Face to Face

By James Lineberger

Featured Art: Bowl of Flowers by Morton L. Schamberg

Back when our son died
I already suspected
that you and I would be having these
conversations sooner or later
but what I had not anticipated was your laughter,
the role-playing and costumes
and all the faces-on-parade,
as if you can’t decide which one to wear,
for there’s hardly a moment
when the one I’m talking to
is not some other you
like last night before I even had my apnea headgear
fastened securely
there you were peering at me up close
through the plastic mask,
only suddenly you weren’t you at all
but the image of my father
struggling to maintain his balance as he pisses
on the kitchen floor,

which forgive me I have a hard time accepting because
just ask yourself,
how are we supposed to have a serious conversation here,
where I come begging your forgiveness
for all the years of pain and deception you were married to,
when geez louise I just be damned if I owe that falling down alkie bastard
a single goddamn thing hear me
and answer me this:

if you’re so content being wife and daddy and everybody else,
what is it in there that sends out
your bird calls,
wears the hoodie, conveys itself behind the arras
and summons forth every one of you
who?


James Lineberger wrote the book and lyrics for the rock opera, The Survival of Saint Joan.

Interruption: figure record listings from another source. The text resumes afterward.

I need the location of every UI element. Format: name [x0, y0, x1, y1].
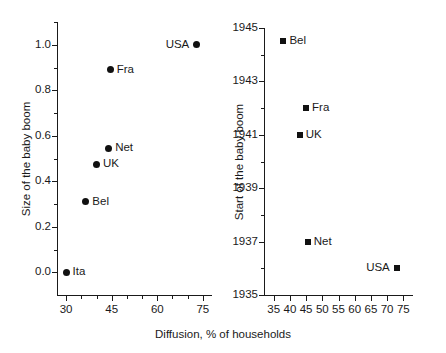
- left-point-label: Ita: [73, 266, 86, 278]
- left-y-axis-line: [57, 22, 58, 295]
- left-x-minor-tick: [127, 296, 128, 299]
- right-point-label: Net: [314, 236, 332, 248]
- left-y-tick-label: 0.8: [9, 84, 51, 96]
- left-y-tick-label: 1.0: [9, 39, 51, 51]
- right-x-tick: [387, 296, 388, 301]
- right-x-tick-label: 75: [387, 304, 419, 316]
- right-data-point: [303, 105, 309, 111]
- chart-panel-right: 1935193719391941194319453540455055606570…: [223, 0, 446, 353]
- right-x-tick: [290, 296, 291, 301]
- left-x-tick: [112, 296, 113, 301]
- left-y-minor-tick: [54, 204, 57, 205]
- left-y-tick: [52, 90, 57, 91]
- left-point-label: Bel: [92, 196, 109, 208]
- left-x-minor-tick: [172, 296, 173, 299]
- right-y-axis-line: [264, 28, 265, 295]
- right-y-tick-label: 1935: [216, 289, 258, 301]
- right-data-point: [394, 265, 400, 271]
- left-y-tick-label: 0.2: [9, 221, 51, 233]
- right-data-point: [280, 38, 286, 44]
- right-x-tick: [371, 296, 372, 301]
- left-point-label: Net: [115, 142, 133, 154]
- right-data-point: [305, 239, 311, 245]
- right-y-tick: [259, 295, 264, 296]
- left-data-point: [82, 198, 89, 205]
- right-y-axis-title: Start of the baby boom: [233, 103, 245, 219]
- left-x-tick: [66, 296, 67, 301]
- scatter-figure: 0.00.20.40.60.81.030456075 ItaBelUKNetFr…: [0, 0, 446, 353]
- left-y-tick: [52, 45, 57, 46]
- left-data-point: [193, 41, 200, 48]
- left-y-tick: [52, 181, 57, 182]
- right-x-tick: [355, 296, 356, 301]
- right-x-tick: [339, 296, 340, 301]
- right-y-tick: [259, 81, 264, 82]
- left-y-minor-tick: [54, 250, 57, 251]
- right-y-tick: [259, 135, 264, 136]
- left-point-label: Fra: [117, 64, 134, 76]
- right-x-tick: [306, 296, 307, 301]
- right-x-tick: [274, 296, 275, 301]
- right-point-label: USA: [366, 262, 390, 274]
- left-y-tick: [52, 136, 57, 137]
- right-y-minor-tick: [261, 162, 264, 163]
- left-y-axis-title: Size of the baby boom: [20, 101, 32, 215]
- left-point-label: USA: [166, 39, 190, 51]
- left-x-tick-label: 30: [50, 304, 82, 316]
- left-x-tick: [157, 296, 158, 301]
- right-y-tick-label: 1943: [216, 75, 258, 87]
- left-point-label: UK: [103, 158, 119, 170]
- shared-x-axis-title: Diffusion, % of households: [155, 328, 291, 340]
- left-x-tick-label: 45: [96, 304, 128, 316]
- left-y-minor-tick: [54, 68, 57, 69]
- left-x-tick: [203, 296, 204, 301]
- left-y-tick: [52, 227, 57, 228]
- right-point-label: Fra: [312, 102, 329, 114]
- chart-panel-left: 0.00.20.40.60.81.030456075 ItaBelUKNetFr…: [0, 0, 223, 353]
- left-x-minor-tick: [97, 296, 98, 299]
- left-data-point: [93, 161, 100, 168]
- right-x-tick: [322, 296, 323, 301]
- right-y-minor-tick: [261, 108, 264, 109]
- right-y-minor-tick: [261, 55, 264, 56]
- left-data-point: [63, 269, 70, 276]
- left-x-tick-label: 75: [187, 304, 219, 316]
- left-x-minor-tick: [81, 296, 82, 299]
- right-point-label: UK: [306, 129, 322, 141]
- right-y-tick-label: 1937: [216, 236, 258, 248]
- right-y-minor-tick: [261, 215, 264, 216]
- right-y-tick: [259, 28, 264, 29]
- left-y-minor-tick: [54, 22, 57, 23]
- left-x-minor-tick: [188, 296, 189, 299]
- left-y-minor-tick: [54, 159, 57, 160]
- right-x-tick: [403, 296, 404, 301]
- right-y-tick: [259, 242, 264, 243]
- left-x-tick-label: 60: [141, 304, 173, 316]
- left-y-tick: [52, 272, 57, 273]
- right-data-point: [297, 132, 303, 138]
- right-y-tick: [259, 188, 264, 189]
- left-y-tick-label: 0.0: [9, 266, 51, 278]
- left-x-minor-tick: [142, 296, 143, 299]
- right-point-label: Bel: [289, 35, 306, 47]
- right-y-minor-tick: [261, 268, 264, 269]
- left-data-point: [107, 66, 114, 73]
- left-data-point: [105, 145, 112, 152]
- left-y-minor-tick: [54, 113, 57, 114]
- right-y-tick-label: 1945: [216, 22, 258, 34]
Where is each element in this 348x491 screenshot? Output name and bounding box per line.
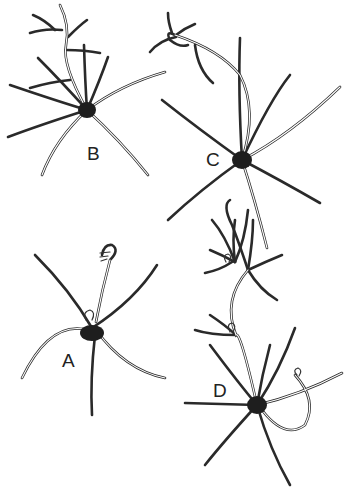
figure-c-filaments [150, 13, 340, 248]
figure-a-label: A [62, 350, 75, 371]
figure-d-body [247, 396, 267, 414]
figure-d: D [185, 200, 342, 485]
figure-d-filaments [185, 200, 342, 485]
figure-d-label: D [213, 380, 227, 401]
figure-b-label: B [87, 143, 100, 164]
figure-c: C [150, 13, 340, 248]
figure-b-body [78, 102, 96, 118]
figure-c-label: C [206, 149, 220, 170]
figure-a-body [80, 325, 104, 341]
figure-b: B [8, 5, 165, 175]
illustration: B C [0, 0, 348, 491]
figure-c-body [232, 151, 252, 169]
figure-a: A [22, 245, 165, 415]
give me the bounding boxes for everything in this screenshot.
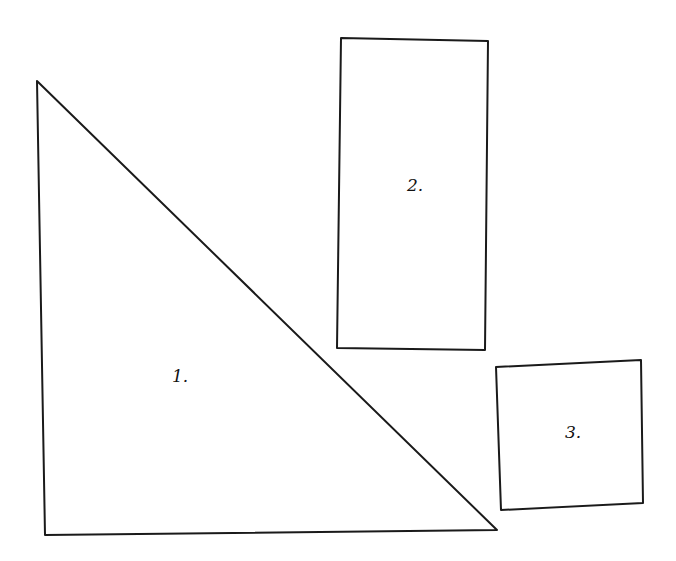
rectangle-label-2: 2. xyxy=(406,175,423,195)
triangle-label-1: 1. xyxy=(172,366,188,386)
shapes-diagram: 1. 2. 3. xyxy=(0,0,676,561)
square-label-3: 3. xyxy=(565,422,581,442)
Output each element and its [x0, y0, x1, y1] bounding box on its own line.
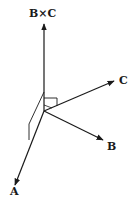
label-c: C: [119, 75, 128, 86]
vector-b: [44, 111, 103, 140]
label-a: A: [10, 186, 19, 197]
right-angle-marker: [44, 98, 57, 106]
vector-c: [44, 81, 114, 111]
label-b-cross-c: B×C: [29, 8, 56, 19]
right-angle-marker-inner: [44, 105, 52, 108]
vector-diagram: [0, 0, 137, 204]
label-b: B: [107, 141, 116, 152]
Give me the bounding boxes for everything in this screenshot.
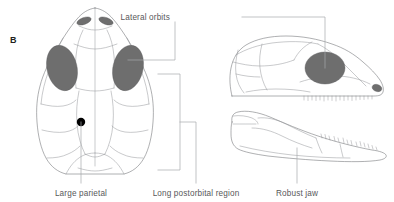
label-large-parietal: Large parietal [55,189,107,198]
mandible-lateral-view [231,111,386,161]
label-robust-jaw: Robust jaw [276,189,318,198]
lateral-skull-view [230,36,383,101]
label-long-postorbital-region: Long postorbital region [153,189,240,198]
lateral-skull-tooth-row [304,96,372,101]
leader-postorbital-bracket [158,74,180,170]
panel-letter-b: B [10,35,17,45]
mandible-outline [231,111,386,161]
scientific-figure-panel-b: B [0,0,394,202]
label-lateral-orbits: Lateral orbits [121,13,170,22]
dorsal-skull-view [37,8,154,174]
leader-postorbital-to-label [180,122,196,183]
skull-anatomy-diagram: B [0,0,394,202]
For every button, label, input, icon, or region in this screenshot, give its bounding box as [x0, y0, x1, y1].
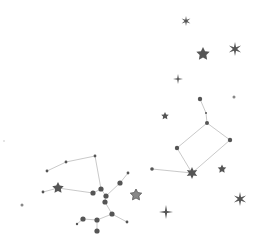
- constellation-star-dot: [76, 223, 78, 225]
- constellation-star-dot: [80, 216, 85, 221]
- constellation-line: [152, 169, 192, 173]
- star-icon: [161, 112, 169, 119]
- sparkle-icon: [173, 74, 183, 84]
- constellation-line: [106, 183, 120, 196]
- star-icon: [218, 165, 227, 173]
- sparkle-icon: [159, 205, 173, 219]
- constellation-star-dot: [175, 146, 179, 150]
- constellation-star-dot: [205, 121, 209, 125]
- constellation-star-dot: [65, 161, 68, 164]
- constellation-star-dot: [46, 170, 49, 173]
- constellation-line: [177, 148, 192, 173]
- constellation-star-dot: [228, 138, 232, 142]
- constellation-star-dot: [198, 97, 202, 101]
- constellation-star-dot: [98, 186, 103, 191]
- sparkle-icon: [229, 42, 241, 56]
- constellation-line: [207, 123, 230, 140]
- sparkle-icon: [234, 192, 246, 206]
- constellation-star-dot: [109, 211, 114, 216]
- constellation-star-dot: [126, 221, 129, 224]
- constellation-star-dot: [94, 155, 97, 158]
- constellation-star-dot: [205, 112, 207, 114]
- constellation-star-dot: [102, 199, 107, 204]
- constellation-star-dot: [127, 172, 130, 175]
- star-dot-icon: [21, 204, 24, 207]
- constellation-line: [177, 123, 207, 148]
- constellation-star-dot: [94, 228, 99, 233]
- star-dot-icon: [233, 96, 236, 99]
- constellation-star-icon: [52, 182, 63, 193]
- constellation-sky: [0, 0, 263, 250]
- constellation-star-dot: [90, 190, 95, 195]
- constellation-star-dot: [117, 180, 122, 185]
- constellation-line: [200, 99, 206, 113]
- constellation-star-dot: [103, 193, 108, 198]
- star-dot-icon: [3, 140, 5, 142]
- sparkle-icon: [182, 16, 191, 26]
- constellation-line: [47, 162, 66, 171]
- star-outline-icon: [130, 189, 141, 200]
- star-icon: [196, 47, 209, 60]
- constellation-line: [66, 156, 95, 162]
- constellation-star-dot: [94, 217, 99, 222]
- constellation-star-dot: [42, 191, 45, 194]
- constellation-line: [58, 188, 93, 193]
- constellation-star-dot: [150, 167, 154, 171]
- constellation-line: [95, 156, 101, 189]
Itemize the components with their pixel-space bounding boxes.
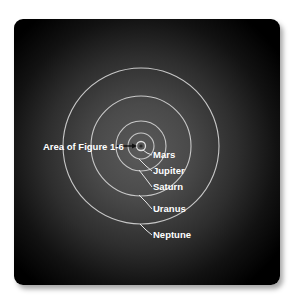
leader-mars bbox=[143, 150, 152, 155]
sun-marker bbox=[139, 144, 142, 147]
leader-neptune bbox=[140, 224, 152, 235]
label-mars: Mars bbox=[153, 149, 175, 160]
planet-labels: Mars Jupiter Saturn Uranus Neptune bbox=[153, 149, 191, 240]
leader-saturn bbox=[139, 170, 152, 187]
leader-lines bbox=[139, 150, 152, 235]
label-jupiter: Jupiter bbox=[153, 165, 185, 176]
label-uranus: Uranus bbox=[153, 203, 186, 214]
leader-jupiter bbox=[139, 159, 152, 171]
leader-uranus bbox=[139, 195, 152, 209]
label-neptune: Neptune bbox=[153, 229, 191, 240]
label-saturn: Saturn bbox=[153, 181, 183, 192]
orbit-diagram: Area of Figure 1-6 Mars Jupiter Saturn U… bbox=[0, 0, 302, 307]
callout-label: Area of Figure 1-6 bbox=[43, 141, 124, 152]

His screen adaptation for the Devery Freeman novel Father Sky was filmed by Twentieth Century Fox as “Taps.” His poetry has appeared in Prairie Schooner, Berkeley Poetry Review, Verdad, Exquisite Corpse, Boulevard, Hanging Loose, New York Quarterly, Ontario Review, Oxford Magazine, Pembroke Magazine, Sonora Review, Seneca Review, The Cortland Re- view, Texas Review, and Verse.